Friday, April 1, 2016

FINDING LOST FRIENDS AT EASTER


During the last weeks of Lent I finished:  Pilgrimage & Exile: Mother Marianne of Moloka’i . It is a massive work of almost 500 pages, with at time, minute details that may seem to bog down the story, but in the end it is a well worth journey.  I did a blog on St. Marianne 10/21/2012 at the time of her canonization. In the meantime I had my trip back to Hawaii last November, plus the "fates" found other connections for me.

My friend Judy drew St. Damian of Moloka'i as her patron for the year and decided to dig into his history.  One of the treasures she found and sent to me was a pictorial history of Kalaupapa. While reading the book on St. Marianne I was able to follow with the photos. It was almost as though I was there. I had visited Kalaupapa, flying in with the mailman, fifty years ago- an experience I never forgot, so the book was very special.


For months I have been trying to rack my brains for the name of the professor at Univ. of Hawaii I interviewed for a class I took on Literature of the Pacific.  We were to do a book review and in the library I found a book on Moloki’a written by this local. I decided to interview him for the paper.

I vividly remember him but not his name.  When one reads on Kindle, access to authors is not in the forefront of one’s reading as is the case when one holds a book.  While I knew the author of this work on St. Marianne was a nun from her order, I did not realize there was a second author. When I finished the story I was surprised to find a name  that rang a bell, so I looked him up and behold it was my lost professor!

Prof. Bushnell- as I remember him

O.A. (Oswald Andrew – Ozzy) BUSHNELL descended from contract laborers from Portugal and Norway and a mechanic from Italy. He was born in the working-class neighborhood of Kakaʻako. His friends and classmates in the area were Chinese, Japanese, Portuguese, Hawaiian, and "hapa-haole" (part-white), so he grew up "local," mastering Hawaiian "pidgin" as well as English as his novels attest. As a youngster he developed a love for the cultures of Hawai`i as well as literature and classical music. He graduated in 1934 from the University of Hawaii, where he served as student body president. 
By 1937 he had earned both his MS and PhD degrees in bacteriology from the University of Wisconsin and later worked and taught  at George Washington University Medical School in Washington D.C. He returned to Hawai`i in 1940 working for the Department of Health on Kaua`i and Maui before joining the U.S Army after the attack on Pearl Harbor. Following the war he taught at the University of Hawaii, retiring in 1970 as emeritus professor of medical microbiology and medical history. 
Dr. Bushnell's first novel, The Return of Lono, won the “Atlantic Monthly’s fiction award" in 1956, at a time when most books about Hawaiʻi were written by outsiders. His later novels dealt with other aspects of Hawaiʻi's history and he encouraged and inspired many other local writers to tell their own stories. Molokaʻi (1960) tells the story of leprosy patients quarantined at Kalaupapa; Kaʻaʻawa (1972) describes life on Oʻahu in the 1850s, during the great smallpox epidemic when many native Hawaiians were dying of newly introduced diseases. In 1974, the Hawaiʻi Literary Arts Council presented him an Award for Literature, saying he "brought life to fact and reality to fiction."
His historical works include Hawaii: A Pictorial History (1969) with Joseph Feher and Edward Joesting, and A Walk Through Old Honolulu (1975.

His last work, Gifts of Civilization: Germs and Genocide in Hawaii (1993), combined his interests in microbiology, Hawaiian history and literature. It remains the definitive study of how Native Hawaiians, having lived in isolation for centuries, were very nearly wiped out by exposure to newly introduced diseases such as TB, smallpox and leprosy.


Dr. Bushnell was a member of the Historical Commission for the Cause of Mother Marianne. Pilgrimage and Exile, the fruit of his careful research, is the inspiring story of a great and holy woman, who lived a life of extraordinary dedication, sacrifice, and faith.

Today, she continues to remain an example of faith, courage, and spiritual connectedness to all. While Dr. Bushnell did not live to see her canonization, I am sure he was in a place to rejoice with her! And I am glad to have found him again!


- Problem statement:
An exact copy of all the data is required, with pictures left out.

- Material shown:
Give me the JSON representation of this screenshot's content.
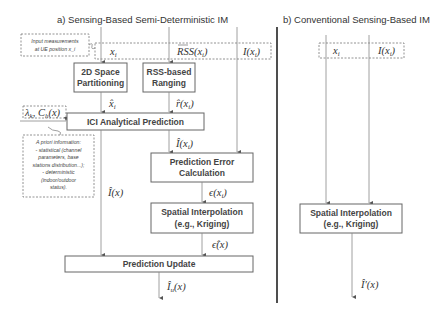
{
  "panel_a": {
    "title": "a) Sensing-Based Semi-Deterministic IM",
    "input_note": [
      "Input measurements",
      "at UE position x_i"
    ],
    "inputs": {
      "x": "x",
      "x_sub": "i",
      "rss": "RSS(x",
      "rss_close": ")",
      "I": "I(x",
      "I_close": ")"
    },
    "blocks": {
      "partitioning": [
        "2D Space",
        "Partitioning"
      ],
      "ranging": [
        "RSS-based",
        "Ranging"
      ],
      "ici": "ICI Analytical Prediction",
      "pred_error": [
        "Prediction Error",
        "Calculation"
      ],
      "spatial": [
        "Spatial Interpolation",
        "(e.g., Kriging)"
      ],
      "update": "Prediction Update"
    },
    "signals": {
      "x_hat": "x̂",
      "r_hat": "r̂(x",
      "lambda": "λ",
      "lambda_rest": ", C",
      "lambda_end": "(x)",
      "I_hat_xi": "Î(x",
      "I_hat_x": "Î(x)",
      "eps": "ϵ(x",
      "eps_hat": "ϵ̂(x)",
      "I_u": "Î",
      "I_u_end": "(x)"
    },
    "apriori_note": [
      "A priori information:",
      "- statistical (channel",
      "parameters, base",
      "stations distribution...);",
      "- deterministic",
      "(indoor/outdoor",
      "status)."
    ]
  },
  "panel_b": {
    "title": "b) Conventional Sensing-Based IM",
    "inputs": {
      "x": "x",
      "I": "I(x",
      "I_close": ")"
    },
    "blocks": {
      "spatial": [
        "Spatial Interpolation",
        "(e.g., Kriging)"
      ]
    },
    "output": "Î′(x)"
  }
}
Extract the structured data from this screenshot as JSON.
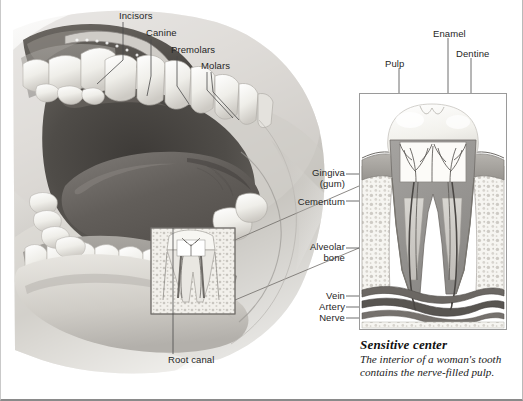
{
  "figure": {
    "type": "anatomical-illustration",
    "style": "grayscale medical illustration"
  },
  "main_illustration": {
    "name": "open-mouth-sagittal-view",
    "labels": [
      {
        "id": "incisors",
        "text": "Incisors",
        "x": 118,
        "y": 10,
        "anchor": "left"
      },
      {
        "id": "canine",
        "text": "Canine",
        "x": 145,
        "y": 27,
        "anchor": "left"
      },
      {
        "id": "premolars",
        "text": "Premolars",
        "x": 170,
        "y": 44,
        "anchor": "left"
      },
      {
        "id": "molars",
        "text": "Molars",
        "x": 200,
        "y": 60,
        "anchor": "left"
      },
      {
        "id": "root-canal",
        "text": "Root canal",
        "x": 167,
        "y": 358,
        "anchor": "left"
      }
    ]
  },
  "inset": {
    "name": "tooth-cross-section",
    "frame": {
      "x": 358,
      "y": 93,
      "width": 148,
      "height": 237
    },
    "labels_right_of_tooth": [
      {
        "id": "pulp",
        "text": "Pulp",
        "x": 384,
        "y": 56
      },
      {
        "id": "enamel",
        "text": "Enamel",
        "x": 437,
        "y": 25
      },
      {
        "id": "dentine",
        "text": "Dentine",
        "x": 455,
        "y": 45
      }
    ],
    "labels_left_of_tooth": [
      {
        "id": "gingiva",
        "text": "Gingiva\n(gum)",
        "x": 308,
        "y": 163
      },
      {
        "id": "cementum",
        "text": "Cementum",
        "x": 300,
        "y": 198
      },
      {
        "id": "alveolar-bone",
        "text": "Alveolar\nbone",
        "x": 312,
        "y": 240
      },
      {
        "id": "vein",
        "text": "Vein",
        "x": 330,
        "y": 293
      },
      {
        "id": "artery",
        "text": "Artery",
        "x": 322,
        "y": 304
      },
      {
        "id": "nerve",
        "text": "Nerve",
        "x": 325,
        "y": 315
      }
    ]
  },
  "caption": {
    "title": "Sensitive center",
    "body": "The interior of a woman's tooth contains the nerve-filled pulp."
  },
  "colors": {
    "background": "#ffffff",
    "label_text": "#262626",
    "leader_line": "#4a4a4a",
    "inset_border": "#9a9a9a",
    "enamel": "#f4f2ee",
    "dentine": "#9b9a97",
    "pulp": "#6e6d6b",
    "bone": "#f0eee9",
    "gum": "#b4b1ac",
    "vessel": "#5e5b57",
    "mouth_dark": "#4a4744",
    "tongue": "#6a6663",
    "tooth_white": "#f6f5f1"
  }
}
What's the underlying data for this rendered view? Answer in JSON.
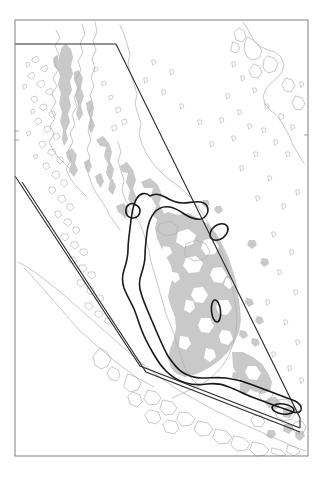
{
  "figure": {
    "kind": "geographic-map",
    "title": "",
    "subtitle": "",
    "caption": "",
    "region_name": "Malay Peninsula and Sunda Shelf",
    "background_color": "#ffffff",
    "frame": {
      "name": "map-frame",
      "stroke_color": "#808080",
      "stroke_width": 1,
      "x": 15,
      "y": 20,
      "width": 293,
      "height": 436
    },
    "axis_ticks": {
      "visible_ticks": 3,
      "tick_color": "#8c8c8c",
      "labels": []
    }
  },
  "legend": {
    "visible": false,
    "entries": [
      {
        "label": "Land / coastline",
        "color": "#b4b4b4",
        "symbol": "thin-line"
      },
      {
        "label": "Shaded terrain",
        "color": "#c9c9c9",
        "symbol": "filled-area"
      },
      {
        "label": "Contour isoline",
        "color": "#1a1a1a",
        "symbol": "thick-line"
      },
      {
        "label": "Study area boundary",
        "color": "#333333",
        "symbol": "polygon-outline"
      }
    ]
  },
  "layers": {
    "coastline": {
      "name": "coastline-layer",
      "stroke_color": "#b0b0b0",
      "stroke_width": 0.7,
      "fill": "none"
    },
    "terrain": {
      "name": "terrain-shading-layer",
      "fill_color": "#c9c9c9",
      "stroke": "none",
      "description": "grey shaded upland / vegetation patches"
    },
    "contour": {
      "name": "contour-isoline-layer",
      "stroke_color": "#1a1a1a",
      "stroke_width": 1.6,
      "fill": "none",
      "closed_loops": 4
    },
    "study_area": {
      "name": "study-area-boundary-layer",
      "stroke_color": "#2b2b2b",
      "stroke_width": 1.1,
      "fill": "none",
      "shape": "parallelogram-swath"
    }
  },
  "chart_data": {
    "type": "map",
    "title": "",
    "xlabel": "",
    "ylabel": "",
    "projection": "equirectangular",
    "grid": false,
    "legend_position": "none",
    "series": [
      {
        "name": "coastline",
        "geometry": "polyline",
        "color": "#b0b0b0"
      },
      {
        "name": "terrain-shading",
        "geometry": "polygon-fill",
        "color": "#c9c9c9"
      },
      {
        "name": "contour-isoline",
        "geometry": "closed-polyline",
        "color": "#1a1a1a"
      },
      {
        "name": "study-area-swath",
        "geometry": "polygon-outline",
        "color": "#2b2b2b"
      }
    ]
  }
}
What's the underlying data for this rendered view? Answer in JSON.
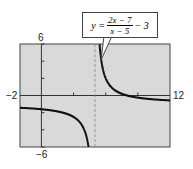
{
  "chart_data": {
    "type": "line",
    "title": "",
    "function": "y = (2x - 7)/(x - 5) - 3",
    "equation_label": {
      "lhs": "y =",
      "numerator": "2x − 7",
      "denominator": "x − 5",
      "tail": "− 3"
    },
    "xlim": [
      -2,
      12
    ],
    "ylim": [
      -6,
      6
    ],
    "x_tick_labels": [
      "-2",
      "12"
    ],
    "y_tick_labels": [
      "6",
      "-6"
    ],
    "vertical_asymptote": 5,
    "horizontal_asymptote": -1,
    "grid": false,
    "background": "#d9d9d9",
    "curve_color": "#111111"
  },
  "labels": {
    "xmin": "−2",
    "xmax": "12",
    "ymax": "6",
    "ymin": "−6"
  }
}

- Written answer:
Give me the JSON representation of this screenshot's content.
{
  "panel_a": {
    "title": "a) Sensing-Based Semi-Deterministic IM",
    "input_note": [
      "Input measurements",
      "at UE position x_i"
    ],
    "inputs": {
      "x": "x",
      "x_sub": "i",
      "rss": "RSS(x",
      "rss_close": ")",
      "I": "I(x",
      "I_close": ")"
    },
    "blocks": {
      "partitioning": [
        "2D Space",
        "Partitioning"
      ],
      "ranging": [
        "RSS-based",
        "Ranging"
      ],
      "ici": "ICI Analytical Prediction",
      "pred_error": [
        "Prediction Error",
        "Calculation"
      ],
      "spatial": [
        "Spatial Interpolation",
        "(e.g., Kriging)"
      ],
      "update": "Prediction Update"
    },
    "signals": {
      "x_hat": "x̂",
      "r_hat": "r̂(x",
      "lambda": "λ",
      "lambda_rest": ", C",
      "lambda_end": "(x)",
      "I_hat_xi": "Î(x",
      "I_hat_x": "Î(x)",
      "eps": "ϵ(x",
      "eps_hat": "ϵ̂(x)",
      "I_u": "Î",
      "I_u_end": "(x)"
    },
    "apriori_note": [
      "A priori information:",
      "- statistical (channel",
      "parameters, base",
      "stations distribution...);",
      "- deterministic",
      "(indoor/outdoor",
      "status)."
    ]
  },
  "panel_b": {
    "title": "b) Conventional Sensing-Based IM",
    "inputs": {
      "x": "x",
      "I": "I(x",
      "I_close": ")"
    },
    "blocks": {
      "spatial": [
        "Spatial Interpolation",
        "(e.g., Kriging)"
      ]
    },
    "output": "Î′(x)"
  }
}
Extract the structured data from this screenshot as JSON.
{
  "figure": {
    "type": "anatomical-illustration",
    "style": "grayscale medical illustration"
  },
  "main_illustration": {
    "name": "open-mouth-sagittal-view",
    "labels": [
      {
        "id": "incisors",
        "text": "Incisors",
        "x": 118,
        "y": 10,
        "anchor": "left"
      },
      {
        "id": "canine",
        "text": "Canine",
        "x": 145,
        "y": 27,
        "anchor": "left"
      },
      {
        "id": "premolars",
        "text": "Premolars",
        "x": 170,
        "y": 44,
        "anchor": "left"
      },
      {
        "id": "molars",
        "text": "Molars",
        "x": 200,
        "y": 60,
        "anchor": "left"
      },
      {
        "id": "root-canal",
        "text": "Root canal",
        "x": 167,
        "y": 358,
        "anchor": "left"
      }
    ]
  },
  "inset": {
    "name": "tooth-cross-section",
    "frame": {
      "x": 358,
      "y": 93,
      "width": 148,
      "height": 237
    },
    "labels_right_of_tooth": [
      {
        "id": "pulp",
        "text": "Pulp",
        "x": 384,
        "y": 56
      },
      {
        "id": "enamel",
        "text": "Enamel",
        "x": 437,
        "y": 25
      },
      {
        "id": "dentine",
        "text": "Dentine",
        "x": 455,
        "y": 45
      }
    ],
    "labels_left_of_tooth": [
      {
        "id": "gingiva",
        "text": "Gingiva\n(gum)",
        "x": 308,
        "y": 163
      },
      {
        "id": "cementum",
        "text": "Cementum",
        "x": 300,
        "y": 198
      },
      {
        "id": "alveolar-bone",
        "text": "Alveolar\nbone",
        "x": 312,
        "y": 240
      },
      {
        "id": "vein",
        "text": "Vein",
        "x": 330,
        "y": 293
      },
      {
        "id": "artery",
        "text": "Artery",
        "x": 322,
        "y": 304
      },
      {
        "id": "nerve",
        "text": "Nerve",
        "x": 325,
        "y": 315
      }
    ]
  },
  "caption": {
    "title": "Sensitive center",
    "body": "The interior of a woman's tooth contains the nerve-filled pulp."
  },
  "colors": {
    "background": "#ffffff",
    "label_text": "#262626",
    "leader_line": "#4a4a4a",
    "inset_border": "#9a9a9a",
    "enamel": "#f4f2ee",
    "dentine": "#9b9a97",
    "pulp": "#6e6d6b",
    "bone": "#f0eee9",
    "gum": "#b4b1ac",
    "vessel": "#5e5b57",
    "mouth_dark": "#4a4744",
    "tongue": "#6a6663",
    "tooth_white": "#f6f5f1"
  }
}
What's the underlying data for this rendered view? Answer in JSON.
{
  "figure": {
    "kind": "geographic-map",
    "title": "",
    "subtitle": "",
    "caption": "",
    "region_name": "Malay Peninsula and Sunda Shelf",
    "background_color": "#ffffff",
    "frame": {
      "name": "map-frame",
      "stroke_color": "#808080",
      "stroke_width": 1,
      "x": 15,
      "y": 20,
      "width": 293,
      "height": 436
    },
    "axis_ticks": {
      "visible_ticks": 3,
      "tick_color": "#8c8c8c",
      "labels": []
    }
  },
  "legend": {
    "visible": false,
    "entries": [
      {
        "label": "Land / coastline",
        "color": "#b4b4b4",
        "symbol": "thin-line"
      },
      {
        "label": "Shaded terrain",
        "color": "#c9c9c9",
        "symbol": "filled-area"
      },
      {
        "label": "Contour isoline",
        "color": "#1a1a1a",
        "symbol": "thick-line"
      },
      {
        "label": "Study area boundary",
        "color": "#333333",
        "symbol": "polygon-outline"
      }
    ]
  },
  "layers": {
    "coastline": {
      "name": "coastline-layer",
      "stroke_color": "#b0b0b0",
      "stroke_width": 0.7,
      "fill": "none"
    },
    "terrain": {
      "name": "terrain-shading-layer",
      "fill_color": "#c9c9c9",
      "stroke": "none",
      "description": "grey shaded upland / vegetation patches"
    },
    "contour": {
      "name": "contour-isoline-layer",
      "stroke_color": "#1a1a1a",
      "stroke_width": 1.6,
      "fill": "none",
      "closed_loops": 4
    },
    "study_area": {
      "name": "study-area-boundary-layer",
      "stroke_color": "#2b2b2b",
      "stroke_width": 1.1,
      "fill": "none",
      "shape": "parallelogram-swath"
    }
  },
  "chart_data": {
    "type": "map",
    "title": "",
    "xlabel": "",
    "ylabel": "",
    "projection": "equirectangular",
    "grid": false,
    "legend_position": "none",
    "series": [
      {
        "name": "coastline",
        "geometry": "polyline",
        "color": "#b0b0b0"
      },
      {
        "name": "terrain-shading",
        "geometry": "polygon-fill",
        "color": "#c9c9c9"
      },
      {
        "name": "contour-isoline",
        "geometry": "closed-polyline",
        "color": "#1a1a1a"
      },
      {
        "name": "study-area-swath",
        "geometry": "polygon-outline",
        "color": "#2b2b2b"
      }
    ]
  }
}
What's the underlying data for this rendered view? Answer in JSON.
{
  "chart_data": {
    "type": "line",
    "title": "",
    "function": "y = (2x - 7)/(x - 5) - 3",
    "equation_label": {
      "lhs": "y =",
      "numerator": "2x − 7",
      "denominator": "x − 5",
      "tail": "− 3"
    },
    "xlim": [
      -2,
      12
    ],
    "ylim": [
      -6,
      6
    ],
    "x_tick_labels": [
      "-2",
      "12"
    ],
    "y_tick_labels": [
      "6",
      "-6"
    ],
    "vertical_asymptote": 5,
    "horizontal_asymptote": -1,
    "grid": false,
    "background": "#d9d9d9",
    "curve_color": "#111111"
  },
  "labels": {
    "xmin": "−2",
    "xmax": "12",
    "ymax": "6",
    "ymin": "−6"
  }
}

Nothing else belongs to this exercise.